Scritti Politti: April 6, 2009

Scritti Politti: April 6, 2009

Calculated Risk has some great highlights of Bill Moyers interview with University of Missouri professor William K. Black that are worth reading. Here's just a taste:

BILL MOYERS: In your book, you make it clear that calculated dishonesty by people in charge is at the heart of most large corporate failures and scandals, including, of course, the S&L, but is that true? Is that what you're saying here, that it was in the boardrooms and the CEO offices where this fraud began?

WILLIAM K. BLACK: Absolutely.

BILL MOYERS: How did they do it? What do you mean?

WILLIAM K. BLACK: Well, the way that you do it is to make really bad loans, because they pay better. Then you grow extremely rapidly, in other words, you're a Ponzi-like scheme. And the third thing you do is we call it leverage. That just means borrowing a lot of money, and the combination creates a situation where you have guaranteed record profits in the early years. That makes you rich, through the bonuses that modern executive compensation has produced. It also makes it inevitable that there's going to be a disaster down the road.

BILL MOYERS: So you're suggesting, saying that CEOs of some of these banks and mortgage firms in order to increase their own personal income, deliberately set out to make bad loans?

WILLIAM K. BLACK: Yes.

Lots more at Calculated Risk, which is, in general a good candidate for addition to one's daily intellectual devotional.

Ugh, Halperin: Any chance you've been reading Time Magazine's "The Page" blog since the election ended? No, probably not, because why would you. You've probably been reading the superior "Politico Playbook," where Mike Allen does a bunch of crystal meth and then starts typing whatever the hell occurs to him, creating a madcap romp of lede-burying, pointillist, tradition-inverting wackness. But, a former Time employee sent me news today that Mark Halperin is still at it, writing idiotic one-sentence news blurbs and making terrible photoshop images.

Balance of Power: Israeli Environmental Protection Minister Gilad Erdan made it clear on Monday: "Israel does not take orders from [US President Barack] Obama." Right. They'll take money, and sacrifices, and our time and attention, but not orders. And look, I know you cynics are adding, "Sheesh, what do we get in return?" Well, I am working on a car that runs on pointless acrimony and empty promises, so don't worry, everything's going to turn out fine.

Dismantling The Unitary Executive, an Unfortunately Ongoing Series: "In other words, beyond even the outrageously broad "state secrets" privilege invented by the Bush administration and now embraced fully by the Obama administration, the Obama DOJ has now invented a brand new claim of government immunity, one which literally asserts that the U.S. Government is free to intercept all of your communications (calls, emails and the like) and -- even if what they're doing is blatantly illegal and they know it's illegal -- you are barred from suing them unless they "willfully disclose" to the public what they have learned."

The Unstoppable David Weigel: I read Washington Independent reporter David Weigel's twitter feed, and it occupies a special place -- life just often seems to want to turn its most quotidian moments into pitfall-strewn fusillades of pain for the guy. Check back over his Republican National Convention twittering if you don't believe me. But that's probably why he's able to fearlessly walk into these terrifying corners of America, I guess. One day, journos will measure the potent combination of intrepidity, latent cynicism and oddball beauty in Weigels. Or the world will end.

Journo Ethics: You Make The Call: In this case, I say that the reporter was free to poach the information, but that everyone else would be free to ostracize him for being a jerkwad. What say you?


* _Problem description_:
Transcribe every entry that follows, word for word, and omit the images.

(Beginning of Material supplied)

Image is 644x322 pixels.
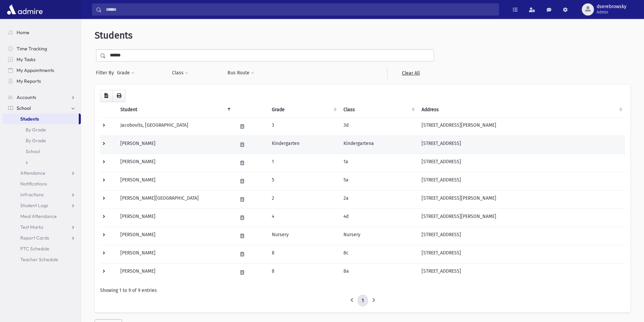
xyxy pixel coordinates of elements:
td: 8c [339,245,418,263]
td: 8 [268,245,339,263]
input: Search [102,4,499,16]
a: My Appointments [3,65,81,76]
span: Attendance [20,170,45,176]
td: 5a [339,172,418,191]
a: School [3,103,81,114]
td: Kindergarten [268,136,339,154]
span: Infractions [20,192,44,198]
button: Print [112,90,125,102]
a: Attendance [3,168,81,179]
a: My Tasks [3,54,81,65]
span: Home [17,29,29,35]
span: Teacher Schedule [20,256,58,263]
td: [PERSON_NAME] [116,227,233,245]
img: AdmirePro [5,3,44,16]
span: PTC Schedule [20,246,50,252]
a: Student Logs [3,200,81,211]
a: Clear All [387,67,434,79]
div: Showing 1 to 9 of 9 entries [100,287,625,294]
a: By Grade [3,135,81,146]
td: [STREET_ADDRESS] [418,154,625,172]
span: School [17,105,30,111]
a: Time Tracking [3,43,81,54]
a: PTC Schedule [3,243,81,254]
span: Filter By [96,69,116,76]
td: [PERSON_NAME] [116,154,233,172]
td: [STREET_ADDRESS] [418,136,625,154]
span: dserebrowsky [597,4,626,10]
a: Students [3,114,79,124]
td: [PERSON_NAME] [116,208,233,227]
span: Meal Attendance [20,213,57,219]
span: My Reports [17,78,41,84]
td: [STREET_ADDRESS][PERSON_NAME] [418,191,625,208]
td: [PERSON_NAME] [116,263,233,281]
span: Test Marks [20,224,43,230]
a: Report Cards [3,232,81,243]
span: Students [20,116,39,122]
td: [PERSON_NAME] [116,136,233,154]
button: Grade [116,67,135,79]
td: 3d [339,117,418,136]
td: 8 [268,263,339,281]
a: Meal Attendance [3,211,81,222]
span: My Appointments [17,68,54,73]
td: [STREET_ADDRESS][PERSON_NAME] [418,117,625,136]
td: 5 [268,172,339,191]
td: [STREET_ADDRESS] [418,227,625,245]
button: Bus Route [227,67,254,79]
th: Address: activate to sort column ascending [418,102,625,118]
a: Test Marks [3,222,81,232]
button: Class [171,67,189,79]
td: [STREET_ADDRESS][PERSON_NAME] [418,208,625,227]
td: [STREET_ADDRESS] [418,245,625,263]
td: [STREET_ADDRESS] [418,263,625,281]
td: 4 [268,208,339,227]
td: Kindergartena [339,136,418,154]
a: Teacher Schedule [3,254,81,265]
span: Students [94,30,133,41]
a: 1 [357,295,368,307]
span: My Tasks [17,56,35,63]
td: Nursery [339,227,418,245]
span: Time Tracking [17,45,47,52]
td: 1 [268,154,339,172]
a: Notifications [3,179,81,189]
a: By Grade [3,124,81,135]
a: School [3,146,81,157]
td: [PERSON_NAME] [116,172,233,191]
span: Accounts [17,94,36,100]
td: 2 [268,191,339,208]
button: CSV [100,90,112,102]
span: Notifications [20,181,47,187]
td: 1a [339,154,418,172]
td: 3 [268,117,339,136]
a: Home [3,27,81,38]
td: [STREET_ADDRESS] [418,172,625,191]
th: Grade: activate to sort column ascending [268,102,339,118]
th: Student: activate to sort column descending [116,102,233,118]
td: [PERSON_NAME][GEOGRAPHIC_DATA] [116,191,233,208]
a: s [3,157,81,168]
span: Student Logs [20,203,48,208]
span: Admin [597,10,626,15]
a: Infractions [3,189,81,200]
td: Nursery [268,227,339,245]
th: Class: activate to sort column ascending [339,102,418,118]
a: My Reports [3,76,81,87]
td: 8a [339,263,418,281]
td: 2a [339,191,418,208]
td: Jacobovits, [GEOGRAPHIC_DATA] [116,117,233,136]
span: Report Cards [20,235,49,241]
td: [PERSON_NAME] [116,245,233,263]
td: 4d [339,208,418,227]
a: Accounts [3,92,81,103]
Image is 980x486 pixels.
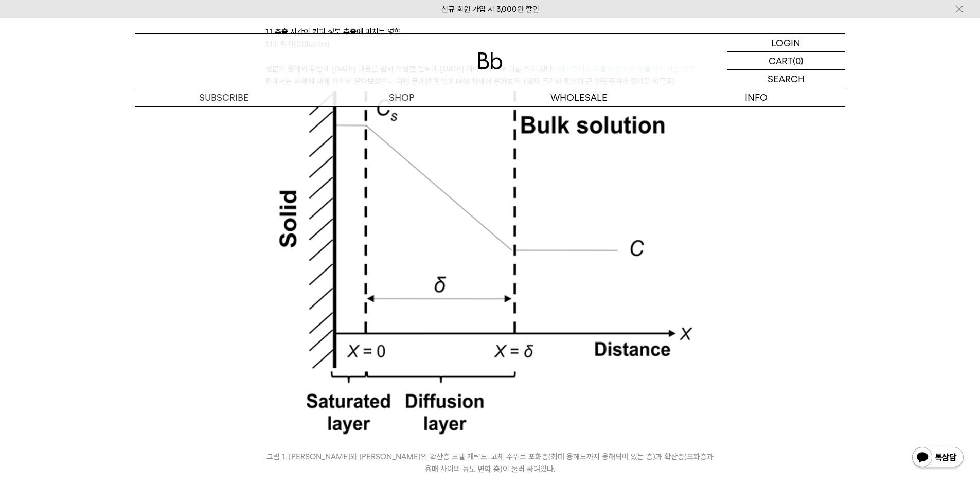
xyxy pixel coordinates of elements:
[312,89,490,107] a: SHOP
[771,34,800,51] p: LOGIN
[911,446,964,471] img: 카카오톡 채널 1:1 채팅 버튼
[793,52,804,69] p: (0)
[266,88,714,446] img: 2_161313.png
[769,52,793,69] p: CART
[266,63,714,476] p: 성분의 용해와 확산에 [DATE] 내용은 앞서 작성한 온도에 [DATE] 이야기에서도 다룬 적이 있다. ' ' 편에서는 용해에 대해 자세히 알아보았으니 이번 글에선 확산에 대...
[768,70,804,88] p: SEARCH
[266,451,714,476] i: 그림 1. [PERSON_NAME]와 [PERSON_NAME]의 확산층 모델 개략도. 고체 주위로 포화층(최대 용해도까지 용해되어 있는 층)과 확산층(포화층과 용매 사이의 농...
[490,89,668,107] p: WHOLESALE
[727,52,845,70] a: CART (0)
[135,89,312,107] a: SUBSCRIBE
[668,89,845,107] p: INFO
[441,5,539,14] a: 신규 회원 가입 시 3,000원 할인
[727,34,845,52] a: LOGIN
[478,53,503,69] img: 로고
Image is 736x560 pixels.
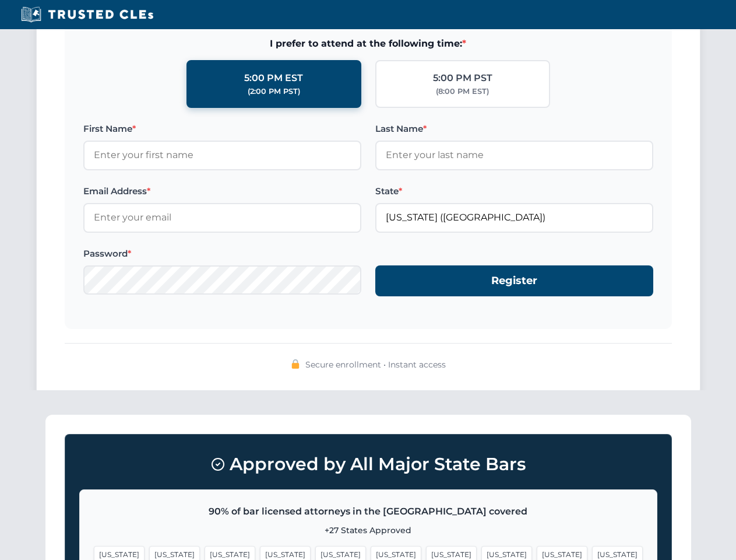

(End of Material supplied)

* _Task answer_:
Image is 644x322 pixels.
xyxy pixel coordinates of elements:
td: 8c [339,245,418,263]
td: 8 [268,245,339,263]
input: Search [102,4,499,16]
a: My Appointments [3,65,81,76]
span: Attendance [20,170,45,176]
td: 5a [339,172,418,191]
a: School [3,103,81,114]
td: Kindergarten [268,136,339,154]
span: Infractions [20,192,44,198]
button: Print [112,90,125,102]
a: Attendance [3,168,81,179]
a: My Tasks [3,54,81,65]
span: Home [17,29,29,35]
span: Teacher Schedule [20,256,58,263]
td: [PERSON_NAME] [116,227,233,245]
img: AdmirePro [5,3,44,16]
span: PTC Schedule [20,246,50,252]
a: Student Logs [3,200,81,211]
a: Clear All [387,67,434,79]
div: Showing 1 to 9 of 9 entries [100,287,625,294]
a: By Grade [3,135,81,146]
td: [STREET_ADDRESS] [418,154,625,172]
span: School [17,105,30,111]
a: Time Tracking [3,43,81,54]
a: PTC Schedule [3,243,81,254]
span: Filter By [96,69,116,76]
td: [PERSON_NAME] [116,154,233,172]
td: [STREET_ADDRESS] [418,136,625,154]
span: dserebrowsky [597,4,626,10]
a: Students [3,114,79,124]
td: [PERSON_NAME] [116,208,233,227]
span: Meal Attendance [20,213,57,219]
span: My Reports [17,78,41,84]
td: [STREET_ADDRESS][PERSON_NAME] [418,191,625,208]
td: [PERSON_NAME] [116,263,233,281]
span: Test Marks [20,224,43,230]
a: Report Cards [3,232,81,243]
span: Students [20,116,39,122]
td: [PERSON_NAME] [116,136,233,154]
button: Grade [116,67,135,79]
td: 3d [339,117,418,136]
td: 8 [268,263,339,281]
a: Meal Attendance [3,211,81,222]
span: My Appointments [17,68,54,73]
td: [STREET_ADDRESS][PERSON_NAME] [418,117,625,136]
td: 5 [268,172,339,191]
td: [STREET_ADDRESS] [418,227,625,245]
button: Bus Route [227,67,254,79]
th: Address: activate to sort column ascending [418,102,625,118]
a: Test Marks [3,222,81,232]
button: Class [171,67,189,79]
td: [STREET_ADDRESS][PERSON_NAME] [418,208,625,227]
td: [STREET_ADDRESS] [418,245,625,263]
td: [STREET_ADDRESS] [418,263,625,281]
td: 4 [268,208,339,227]
td: Kindergartena [339,136,418,154]
a: Teacher Schedule [3,254,81,265]
span: Students [94,30,133,41]
a: 1 [357,295,368,307]
span: My Tasks [17,56,35,63]
td: Nursery [339,227,418,245]
span: Time Tracking [17,45,47,52]
td: 1 [268,154,339,172]
a: Notifications [3,179,81,189]
a: By Grade [3,124,81,135]
a: School [3,146,81,157]
td: [PERSON_NAME] [116,172,233,191]
span: Accounts [17,94,36,100]
td: 2 [268,191,339,208]
button: CSV [100,90,112,102]
span: Notifications [20,181,47,187]
td: 1a [339,154,418,172]
td: 3 [268,117,339,136]
a: Home [3,27,81,38]
td: [STREET_ADDRESS] [418,172,625,191]
th: Grade: activate to sort column ascending [268,102,339,118]
th: Student: activate to sort column descending [116,102,233,118]
td: [PERSON_NAME][GEOGRAPHIC_DATA] [116,191,233,208]
a: s [3,157,81,168]
span: Student Logs [20,203,48,208]
span: Admin [597,10,626,15]
a: Infractions [3,189,81,200]
td: Nursery [268,227,339,245]
th: Class: activate to sort column ascending [339,102,418,118]
a: My Reports [3,76,81,87]
td: 8a [339,263,418,281]
td: 2a [339,191,418,208]
td: Jacobovits, [GEOGRAPHIC_DATA] [116,117,233,136]
span: Report Cards [20,235,49,241]
td: [PERSON_NAME] [116,245,233,263]
td: 4d [339,208,418,227]
a: Accounts [3,92,81,103]
Image is 980x486 pixels.
xyxy pixel coordinates of elements:
[312,89,490,107] a: SHOP
[771,34,800,51] p: LOGIN
[911,446,964,471] img: 카카오톡 채널 1:1 채팅 버튼
[793,52,804,69] p: (0)
[266,88,714,446] img: 2_161313.png
[769,52,793,69] p: CART
[266,63,714,476] p: 성분의 용해와 확산에 [DATE] 내용은 앞서 작성한 온도에 [DATE] 이야기에서도 다룬 적이 있다. ' ' 편에서는 용해에 대해 자세히 알아보았으니 이번 글에선 확산에 대...
[768,70,804,88] p: SEARCH
[266,451,714,476] i: 그림 1. [PERSON_NAME]와 [PERSON_NAME]의 확산층 모델 개략도. 고체 주위로 포화층(최대 용해도까지 용해되어 있는 층)과 확산층(포화층과 용매 사이의 농...
[490,89,668,107] p: WHOLESALE
[727,52,845,70] a: CART (0)
[135,89,312,107] a: SUBSCRIBE
[668,89,845,107] p: INFO
[441,5,539,14] a: 신규 회원 가입 시 3,000원 할인
[727,34,845,52] a: LOGIN
[478,53,503,69] img: 로고
Image is 736x560 pixels.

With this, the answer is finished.